Of Course Meta Thinks Gambling Is the Future

Meta is, by and large, a company built on other companies’ ideas. It has almost perfected the strategy: wait for a new platform or social mechanic to take off, then either buy or clone it, put it next to Meta’s unmatched user base and advertising engine, and watch the money pile up.

So what’s the next big thing? Turning everything into gambling. Or more precisely, prediction markets. Meta is reportedly building a Polymarket competitor — a prediction market app that would bring betting on elections, economic indicators, and cultural events directly into the Facebook ecosystem.

It fits Meta’s playbook perfectly. Polymarket and Kalshi have proven there’s real money in event-driven prediction markets. Meta doesn’t need to invent the concept — it just needs to put its scale behind it. With billions of users and the world’s most sophisticated advertising engine, it could turn prediction markets into a mainstream feature the same way it turned Stories into a daily habit.

The timing is interesting for other reasons too. Meta is in the middle of an onslaught of other news this week: Instagram’s TV app coming to Samsung, new smart glasses, WhatsApp’s Cathcart stepping down, the pause of an employee tracking tool after an internal leak, and a Facebook creator studio AI relaunch. Meanwhile, morale problems reportedly keep growing inside the company.

Nilay Patel discussed all of this on The Vergecast this week from Cannes Lions, where Meta’s advertising prowess is on full display — and yet it also feels like a company in crisis. A prediction market app won’t fix that. But it might make Meta a lot of money while the rest sorts itself out.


(Your goal): The answer must be every line below that holds the word "xlabel".

(Supplied information):
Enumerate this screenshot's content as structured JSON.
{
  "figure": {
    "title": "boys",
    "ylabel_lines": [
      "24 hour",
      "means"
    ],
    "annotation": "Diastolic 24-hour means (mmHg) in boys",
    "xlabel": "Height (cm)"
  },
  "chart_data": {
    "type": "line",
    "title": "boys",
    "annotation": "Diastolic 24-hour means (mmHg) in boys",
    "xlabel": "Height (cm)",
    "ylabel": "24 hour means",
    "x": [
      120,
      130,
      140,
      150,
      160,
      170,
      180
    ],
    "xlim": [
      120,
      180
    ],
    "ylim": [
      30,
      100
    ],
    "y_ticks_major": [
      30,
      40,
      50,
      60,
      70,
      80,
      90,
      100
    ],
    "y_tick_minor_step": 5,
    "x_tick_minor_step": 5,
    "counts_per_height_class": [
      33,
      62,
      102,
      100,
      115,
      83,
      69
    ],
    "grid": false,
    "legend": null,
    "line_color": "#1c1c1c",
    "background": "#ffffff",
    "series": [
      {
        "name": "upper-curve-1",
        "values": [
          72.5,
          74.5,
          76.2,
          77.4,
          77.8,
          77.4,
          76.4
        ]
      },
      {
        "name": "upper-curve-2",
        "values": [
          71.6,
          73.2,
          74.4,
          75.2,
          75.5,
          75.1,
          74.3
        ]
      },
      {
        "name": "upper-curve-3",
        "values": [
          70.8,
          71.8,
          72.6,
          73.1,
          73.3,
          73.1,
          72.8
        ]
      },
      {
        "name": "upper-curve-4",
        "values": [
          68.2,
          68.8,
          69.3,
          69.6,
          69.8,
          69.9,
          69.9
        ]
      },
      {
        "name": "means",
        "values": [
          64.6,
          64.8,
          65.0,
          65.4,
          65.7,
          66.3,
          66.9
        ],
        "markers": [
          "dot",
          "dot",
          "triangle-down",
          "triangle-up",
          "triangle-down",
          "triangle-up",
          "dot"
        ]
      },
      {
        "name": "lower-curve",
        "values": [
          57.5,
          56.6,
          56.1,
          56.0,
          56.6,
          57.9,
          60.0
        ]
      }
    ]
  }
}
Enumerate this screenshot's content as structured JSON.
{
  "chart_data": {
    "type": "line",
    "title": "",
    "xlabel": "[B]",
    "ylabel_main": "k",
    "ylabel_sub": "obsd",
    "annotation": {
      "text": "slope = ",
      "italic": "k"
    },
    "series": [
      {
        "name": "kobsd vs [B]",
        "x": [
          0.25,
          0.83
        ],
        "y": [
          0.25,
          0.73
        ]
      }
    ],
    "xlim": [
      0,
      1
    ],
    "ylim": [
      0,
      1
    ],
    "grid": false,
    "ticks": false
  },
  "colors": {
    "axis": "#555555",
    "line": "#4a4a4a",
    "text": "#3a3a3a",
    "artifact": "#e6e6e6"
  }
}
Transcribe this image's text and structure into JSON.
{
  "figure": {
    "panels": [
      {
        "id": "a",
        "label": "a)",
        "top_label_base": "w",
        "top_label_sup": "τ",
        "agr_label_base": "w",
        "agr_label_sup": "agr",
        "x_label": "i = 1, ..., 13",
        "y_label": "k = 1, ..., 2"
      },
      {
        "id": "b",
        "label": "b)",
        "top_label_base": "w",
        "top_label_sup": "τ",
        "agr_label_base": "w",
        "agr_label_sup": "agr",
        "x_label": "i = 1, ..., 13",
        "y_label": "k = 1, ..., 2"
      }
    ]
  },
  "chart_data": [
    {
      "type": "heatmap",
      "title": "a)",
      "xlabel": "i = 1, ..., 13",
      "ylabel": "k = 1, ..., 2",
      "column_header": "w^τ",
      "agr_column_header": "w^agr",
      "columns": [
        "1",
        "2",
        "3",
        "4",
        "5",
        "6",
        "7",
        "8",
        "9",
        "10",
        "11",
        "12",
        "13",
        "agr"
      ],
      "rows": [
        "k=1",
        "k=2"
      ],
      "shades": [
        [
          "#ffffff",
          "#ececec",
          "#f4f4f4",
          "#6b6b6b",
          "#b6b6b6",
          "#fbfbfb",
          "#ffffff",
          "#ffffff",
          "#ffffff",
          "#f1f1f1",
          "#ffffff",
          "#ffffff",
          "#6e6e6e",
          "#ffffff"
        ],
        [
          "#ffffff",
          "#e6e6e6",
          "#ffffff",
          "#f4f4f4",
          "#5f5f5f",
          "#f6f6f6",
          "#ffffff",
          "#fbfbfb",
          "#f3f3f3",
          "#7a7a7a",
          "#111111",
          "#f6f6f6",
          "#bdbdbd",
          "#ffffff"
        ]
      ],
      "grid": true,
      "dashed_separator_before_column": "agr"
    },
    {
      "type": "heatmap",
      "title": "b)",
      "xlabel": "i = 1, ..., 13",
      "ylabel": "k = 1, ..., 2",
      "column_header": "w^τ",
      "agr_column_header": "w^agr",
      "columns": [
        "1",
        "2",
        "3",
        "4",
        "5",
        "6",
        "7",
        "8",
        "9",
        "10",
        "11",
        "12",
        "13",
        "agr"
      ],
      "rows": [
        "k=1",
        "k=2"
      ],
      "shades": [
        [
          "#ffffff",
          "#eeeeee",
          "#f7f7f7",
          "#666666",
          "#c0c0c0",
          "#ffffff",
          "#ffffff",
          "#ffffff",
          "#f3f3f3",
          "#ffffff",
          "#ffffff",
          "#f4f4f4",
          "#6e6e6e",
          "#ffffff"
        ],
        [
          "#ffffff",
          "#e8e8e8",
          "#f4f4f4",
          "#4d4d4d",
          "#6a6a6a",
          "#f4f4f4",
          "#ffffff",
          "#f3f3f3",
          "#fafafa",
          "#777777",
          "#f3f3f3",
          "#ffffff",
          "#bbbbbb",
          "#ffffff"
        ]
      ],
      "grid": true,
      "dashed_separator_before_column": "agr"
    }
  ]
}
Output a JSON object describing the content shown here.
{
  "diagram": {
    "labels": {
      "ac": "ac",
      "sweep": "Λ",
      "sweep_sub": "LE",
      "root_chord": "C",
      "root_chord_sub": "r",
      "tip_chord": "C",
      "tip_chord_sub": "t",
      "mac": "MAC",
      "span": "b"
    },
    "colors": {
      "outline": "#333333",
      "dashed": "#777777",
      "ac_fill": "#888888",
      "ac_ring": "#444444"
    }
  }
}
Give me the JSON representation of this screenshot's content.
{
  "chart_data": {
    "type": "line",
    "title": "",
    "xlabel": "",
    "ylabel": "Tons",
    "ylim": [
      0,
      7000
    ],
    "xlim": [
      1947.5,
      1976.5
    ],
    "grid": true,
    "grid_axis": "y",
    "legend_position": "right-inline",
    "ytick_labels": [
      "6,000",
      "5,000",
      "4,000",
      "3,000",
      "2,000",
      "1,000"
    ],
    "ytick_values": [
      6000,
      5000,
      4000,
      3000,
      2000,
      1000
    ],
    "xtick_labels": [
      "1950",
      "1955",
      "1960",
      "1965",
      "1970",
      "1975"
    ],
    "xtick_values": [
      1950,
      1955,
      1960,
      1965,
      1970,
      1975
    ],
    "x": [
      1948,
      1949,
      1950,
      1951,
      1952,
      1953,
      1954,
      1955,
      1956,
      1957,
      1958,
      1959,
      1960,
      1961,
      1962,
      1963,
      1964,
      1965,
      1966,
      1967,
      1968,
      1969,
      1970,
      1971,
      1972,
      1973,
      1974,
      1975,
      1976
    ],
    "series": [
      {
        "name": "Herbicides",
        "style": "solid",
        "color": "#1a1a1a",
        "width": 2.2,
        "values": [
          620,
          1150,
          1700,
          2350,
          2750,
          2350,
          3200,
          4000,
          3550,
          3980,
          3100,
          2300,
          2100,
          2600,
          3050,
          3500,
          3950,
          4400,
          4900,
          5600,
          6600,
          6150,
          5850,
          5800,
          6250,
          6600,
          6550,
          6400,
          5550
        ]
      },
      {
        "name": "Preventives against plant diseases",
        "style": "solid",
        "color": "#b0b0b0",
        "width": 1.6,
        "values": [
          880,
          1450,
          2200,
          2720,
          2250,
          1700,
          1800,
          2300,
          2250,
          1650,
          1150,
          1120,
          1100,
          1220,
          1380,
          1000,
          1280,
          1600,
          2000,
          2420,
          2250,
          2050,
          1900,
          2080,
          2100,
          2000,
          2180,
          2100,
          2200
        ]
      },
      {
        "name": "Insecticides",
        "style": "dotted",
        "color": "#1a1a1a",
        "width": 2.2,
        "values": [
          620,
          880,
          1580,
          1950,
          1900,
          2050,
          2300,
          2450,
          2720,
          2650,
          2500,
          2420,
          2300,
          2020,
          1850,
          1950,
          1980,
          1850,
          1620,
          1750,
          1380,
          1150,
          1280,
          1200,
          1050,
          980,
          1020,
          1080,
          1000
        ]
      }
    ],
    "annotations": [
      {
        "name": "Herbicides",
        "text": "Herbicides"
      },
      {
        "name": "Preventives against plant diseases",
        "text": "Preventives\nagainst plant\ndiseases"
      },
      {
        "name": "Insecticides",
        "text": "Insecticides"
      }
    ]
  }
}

(Solved exercise):
    "xlabel": "Height (cm)"
    "xlabel": "Height (cm)",
    "xlabel": "[B]",
      "xlabel": "i = 1, ..., 13",
      "xlabel": "i = 1, ..., 13",
    "xlabel": "",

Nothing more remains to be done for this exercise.